Overview

Adult Lepidoptera - commonly known as moths, butterflies, or simply “leps” - are important pollinators of major food crops. Many types of lep larva or caterpillars, however, injure valuable plants, including grains, sugar beets and sugarcane, cotton, tobacco, some root crops and leaf crops, many fruits, as well as timber and shade trees. To rear leps for research, our client required a custom engineered room that could provide extremely stable, healthy conditions in a controlled environment.

Custom Insectary Room

Collaboration

Conviron worked closely with the client to understand the intricacies of rearing leps indoors. For example, the scales that produce the extraordinary range of colors and patterns of the lep’s wings are corrosive and constantly shed into the surrounding environment. This presents unique challenges for a tightly controlled, highly contained insectary. Uncontrolled accumulation of the scales would make the rearing space uninhabitable for leps. Prevention tactics include the use of stainless steel screens and coated evaporator coils.

Working with the client, Conviron designed a unique filtration system that was easy to clean and allowed researchers to focus their efforts on their experiments without interference from frequent maintenance and costly downtime.

Solution

The customized chamber featured horizontal airflow at uniform temperature and humidity to provide a healthy, stable environment for the insects. The design incorporated a robust three-stage filtration system to remove the scales shed by the leps from the rearing area. The first stage incorporated an easy-to-remove woven filter on the back plenum to catch larger particles. Snap locks granted quick access and convenient replacing of this filter. The latter two stages eliminated the smallest particles from the air before recirculation with a bank of pleated and true HEPA filters.

Conviron developed a novel testing methodology to validate the environmental stability of the chamber and, more importantly, the filtration system’s ability to remove the scales from the room. A laser spectrometer was used to measure the rate at which scale-sized particles could be removed from the environment by the filtration system. The testing validated that the chamber returned to the required baseline level for airborne particles within minutes of introducing sample particles into the rearing area.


* _Work instruction_
Please tally how many lines in the entries below include the word "pushed", giving only the number.

* _Stored data_
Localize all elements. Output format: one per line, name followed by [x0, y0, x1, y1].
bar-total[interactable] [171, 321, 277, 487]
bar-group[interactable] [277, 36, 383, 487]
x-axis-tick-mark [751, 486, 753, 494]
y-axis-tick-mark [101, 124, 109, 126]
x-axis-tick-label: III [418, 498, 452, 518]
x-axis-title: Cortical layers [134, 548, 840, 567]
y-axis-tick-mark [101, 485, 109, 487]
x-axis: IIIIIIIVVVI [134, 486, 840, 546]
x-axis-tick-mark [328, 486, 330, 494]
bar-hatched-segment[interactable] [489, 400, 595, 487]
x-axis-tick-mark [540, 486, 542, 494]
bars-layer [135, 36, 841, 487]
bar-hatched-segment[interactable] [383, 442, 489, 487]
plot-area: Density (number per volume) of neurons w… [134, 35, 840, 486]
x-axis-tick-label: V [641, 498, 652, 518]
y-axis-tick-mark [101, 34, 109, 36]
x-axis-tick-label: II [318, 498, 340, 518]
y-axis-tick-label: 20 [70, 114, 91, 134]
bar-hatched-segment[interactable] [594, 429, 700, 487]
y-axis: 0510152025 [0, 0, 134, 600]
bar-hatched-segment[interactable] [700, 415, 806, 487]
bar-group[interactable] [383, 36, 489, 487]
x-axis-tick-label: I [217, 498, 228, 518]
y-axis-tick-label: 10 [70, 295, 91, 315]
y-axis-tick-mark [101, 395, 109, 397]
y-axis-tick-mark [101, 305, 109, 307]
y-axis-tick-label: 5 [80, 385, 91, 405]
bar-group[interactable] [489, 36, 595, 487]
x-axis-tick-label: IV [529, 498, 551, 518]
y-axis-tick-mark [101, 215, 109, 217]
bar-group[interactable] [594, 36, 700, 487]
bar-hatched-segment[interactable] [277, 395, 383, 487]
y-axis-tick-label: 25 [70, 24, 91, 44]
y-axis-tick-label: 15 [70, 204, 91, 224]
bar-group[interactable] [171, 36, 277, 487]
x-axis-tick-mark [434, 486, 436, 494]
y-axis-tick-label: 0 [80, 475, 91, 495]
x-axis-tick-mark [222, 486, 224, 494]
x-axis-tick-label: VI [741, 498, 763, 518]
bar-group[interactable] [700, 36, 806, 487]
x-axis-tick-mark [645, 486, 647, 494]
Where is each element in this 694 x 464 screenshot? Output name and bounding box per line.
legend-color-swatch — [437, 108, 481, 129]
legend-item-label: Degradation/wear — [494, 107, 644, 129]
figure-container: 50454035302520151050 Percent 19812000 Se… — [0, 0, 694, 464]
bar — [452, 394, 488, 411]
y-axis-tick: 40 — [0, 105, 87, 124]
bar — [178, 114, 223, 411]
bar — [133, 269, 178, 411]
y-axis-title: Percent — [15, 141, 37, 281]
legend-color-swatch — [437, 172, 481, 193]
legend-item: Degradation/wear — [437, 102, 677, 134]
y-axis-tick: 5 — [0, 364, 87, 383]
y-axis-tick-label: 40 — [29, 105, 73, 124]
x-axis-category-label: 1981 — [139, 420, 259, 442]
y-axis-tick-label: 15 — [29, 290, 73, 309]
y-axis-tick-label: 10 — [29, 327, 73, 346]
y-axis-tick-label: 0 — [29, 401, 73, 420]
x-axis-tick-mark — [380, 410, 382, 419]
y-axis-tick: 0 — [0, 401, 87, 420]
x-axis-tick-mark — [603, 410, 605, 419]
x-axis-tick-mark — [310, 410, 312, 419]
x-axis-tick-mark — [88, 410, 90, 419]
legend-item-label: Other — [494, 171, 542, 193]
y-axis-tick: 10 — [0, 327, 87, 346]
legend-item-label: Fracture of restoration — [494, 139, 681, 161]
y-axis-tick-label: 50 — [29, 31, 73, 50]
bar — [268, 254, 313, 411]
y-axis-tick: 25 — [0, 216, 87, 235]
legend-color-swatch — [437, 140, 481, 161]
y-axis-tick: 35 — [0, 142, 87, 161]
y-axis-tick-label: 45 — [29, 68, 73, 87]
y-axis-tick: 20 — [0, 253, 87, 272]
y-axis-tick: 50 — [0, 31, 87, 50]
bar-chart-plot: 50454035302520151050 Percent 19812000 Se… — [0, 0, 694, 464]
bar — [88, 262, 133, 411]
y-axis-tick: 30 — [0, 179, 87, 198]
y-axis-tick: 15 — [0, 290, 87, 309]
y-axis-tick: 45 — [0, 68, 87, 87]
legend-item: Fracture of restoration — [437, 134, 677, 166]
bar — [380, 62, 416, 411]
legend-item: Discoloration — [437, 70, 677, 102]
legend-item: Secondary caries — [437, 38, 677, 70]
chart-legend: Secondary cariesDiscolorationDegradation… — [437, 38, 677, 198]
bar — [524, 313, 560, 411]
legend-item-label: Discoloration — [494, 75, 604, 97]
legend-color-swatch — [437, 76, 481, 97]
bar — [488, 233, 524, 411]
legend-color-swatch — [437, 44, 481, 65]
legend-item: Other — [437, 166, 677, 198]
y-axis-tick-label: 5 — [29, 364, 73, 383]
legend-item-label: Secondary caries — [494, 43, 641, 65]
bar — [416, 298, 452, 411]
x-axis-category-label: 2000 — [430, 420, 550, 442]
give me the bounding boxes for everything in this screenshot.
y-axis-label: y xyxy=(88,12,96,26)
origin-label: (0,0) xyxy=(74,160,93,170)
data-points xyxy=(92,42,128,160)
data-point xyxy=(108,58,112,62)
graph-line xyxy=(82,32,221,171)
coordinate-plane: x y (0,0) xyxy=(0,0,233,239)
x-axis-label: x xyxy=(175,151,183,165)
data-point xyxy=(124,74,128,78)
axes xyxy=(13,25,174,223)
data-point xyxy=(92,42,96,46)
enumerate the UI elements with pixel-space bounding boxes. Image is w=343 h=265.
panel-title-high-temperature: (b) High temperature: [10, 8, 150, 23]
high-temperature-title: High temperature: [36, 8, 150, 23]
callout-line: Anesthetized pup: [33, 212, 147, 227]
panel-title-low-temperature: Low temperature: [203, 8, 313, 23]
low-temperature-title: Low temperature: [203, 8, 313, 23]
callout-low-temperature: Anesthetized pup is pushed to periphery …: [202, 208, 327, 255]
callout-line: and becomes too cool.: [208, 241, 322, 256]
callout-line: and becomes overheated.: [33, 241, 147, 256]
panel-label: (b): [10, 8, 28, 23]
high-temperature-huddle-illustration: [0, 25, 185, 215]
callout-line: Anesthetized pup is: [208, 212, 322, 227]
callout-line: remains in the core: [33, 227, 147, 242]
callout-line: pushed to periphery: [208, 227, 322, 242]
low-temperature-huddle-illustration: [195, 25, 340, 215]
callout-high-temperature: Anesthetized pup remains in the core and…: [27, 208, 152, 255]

* _Answer box_
2